DENVER (CBS4) - There's a new way for start-ups to solicit money while pitching their projects to the world after Congress has given the green light to a practice known as "crowd funding."

It all started with a sketch two years ago. From that Steve Katsaros set out to invent the world's first portable solar light bulb. Today his company, Nokero, does business in 120 countries. Katsaros says coming up with the idea was easy. The hard part was financing and he sold a house for seed money.

"A lot of it has just been save up and spend and save up and spend," Katsaros said. "This is a cycle of entrepreneurs' poverty."

Now the bill passed by Congress could open up a whole new venue for entrepreneurs to secure capital. Start-ups post their ideas on a website where anyone can invest in the company and share a slice of the profit.

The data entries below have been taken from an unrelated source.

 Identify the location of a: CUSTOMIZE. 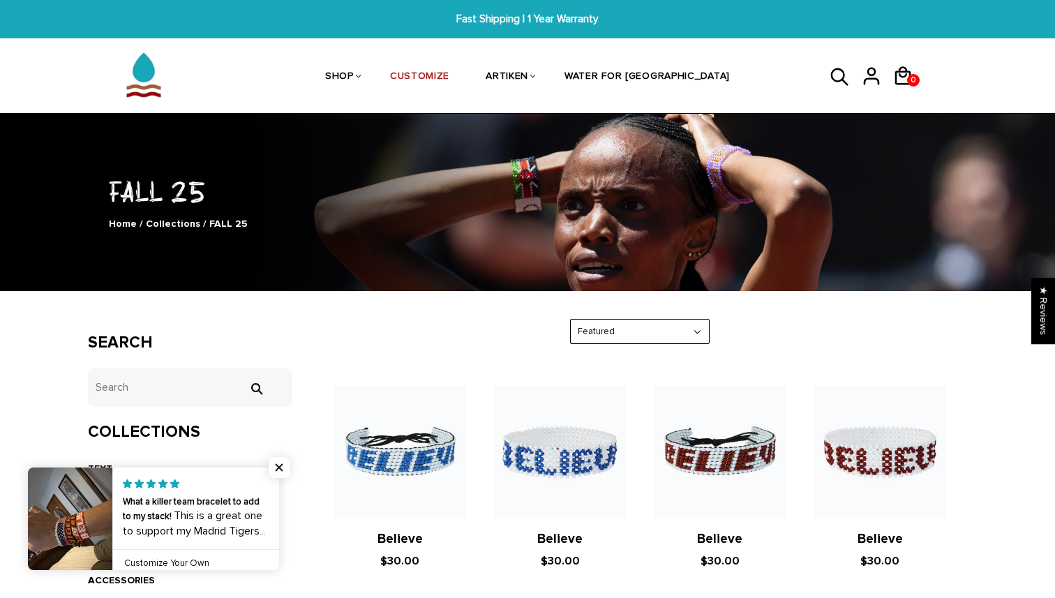
(419, 77).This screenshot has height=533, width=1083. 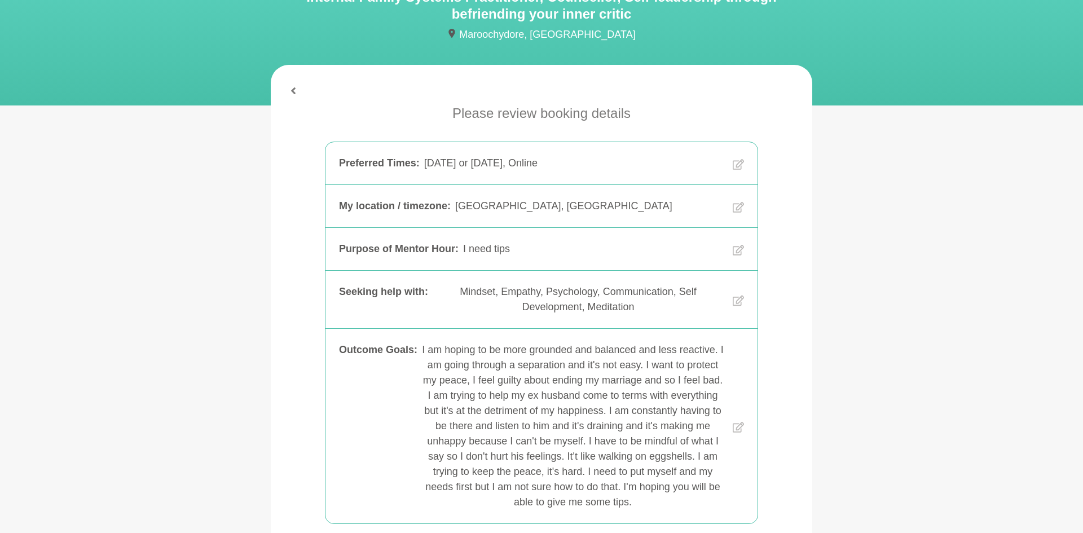 I want to click on div: Preferred Times :, so click(x=379, y=163).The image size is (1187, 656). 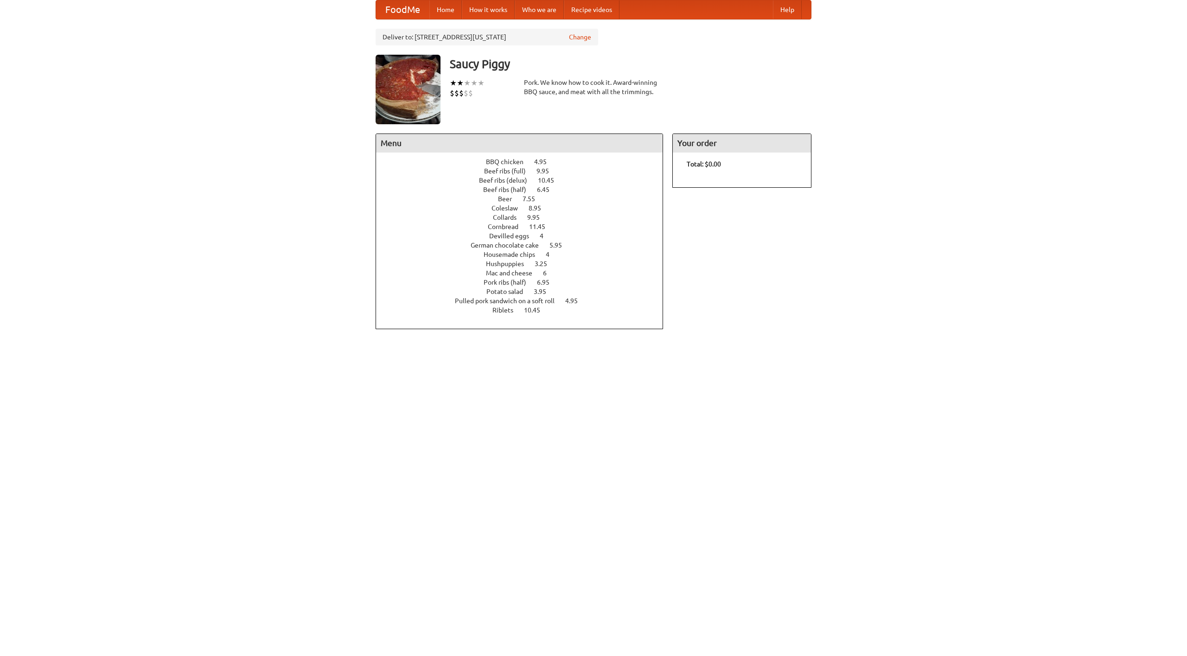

"If somebody's got a great idea for everything from an app to a pizza oven they want to put in a restaurant; and now for first time you and I can invest in these enterprises over the Internet, which is something that we've been banned from because of the regulations in Washington," Sen. Michael Bennet said.

Bennet sponsored the legislation and is now going around the state educating entrepreneurs how it works.

Evan Husney, an attorney who helped Katsaros launch his company, says its especially important as traditional venture capital dries up.

"People will now have access to capital from a wider group of people," Husney said.

"The next company that might be four years down road, depending on what happens with Nokero, I will obviously look at crowd funding as a great option," Katsaros said.

The crowd funding legislation has safeguards including limiting the amount of money investors can put in so nobody will lose their life savings.